By Geoffrey Smith
Investing.com -- Russia won't immediately enforce its demand that it be paid in rubles for its natural gas shipments, the Kremlin said on Wednesday.
"Payments and supplies - it's a process that stretches over time," the news agency Interfax quoted Kremlin spokesman Dmitry Peskov as saying. "It's not as if what is delivered tomorrow has to be paid for tomorrow."
Peskov declined to give details of when exactly Russia would publish and enforce its new proposals, saying only that "the president has instructed it, and it will be implemented."
President Vladimir Putin has ordered Gazprom (MCX:GAZP) and the Russian central bank to have the necessary arrangements in place to receive payment in rubles from the start of April, while separate comments from other Russian politicians - including Peskov - were taken to indicate that supplies may be curtailed immediately after that date.

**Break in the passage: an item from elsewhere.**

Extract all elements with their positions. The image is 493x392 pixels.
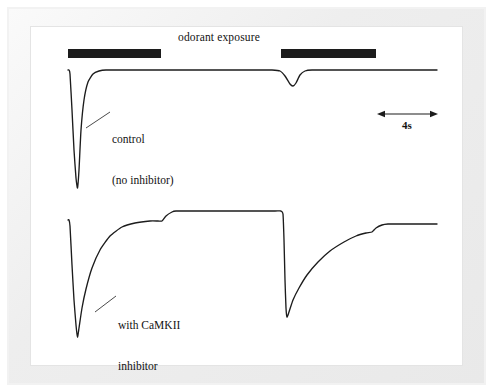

Peskov's comments come only hours after Germany announced the first steps toward rationing gas supplies, having earlier this week rejected the demand to pay in rubles as a "clear breach of contract."
Benchmark European natural gas futures pared their gains after the remark, but were still up sharply on the day as market participants braced for a sharp reduction in gas flows from the continent's biggest energy supplier. By 7:20 AM ET (1120 GMT), Dutch TTF Futures for April were up 10.7% at 120.74 euros a megawatt-hour, slightly below their intraday high of 124.78 euros/MWh.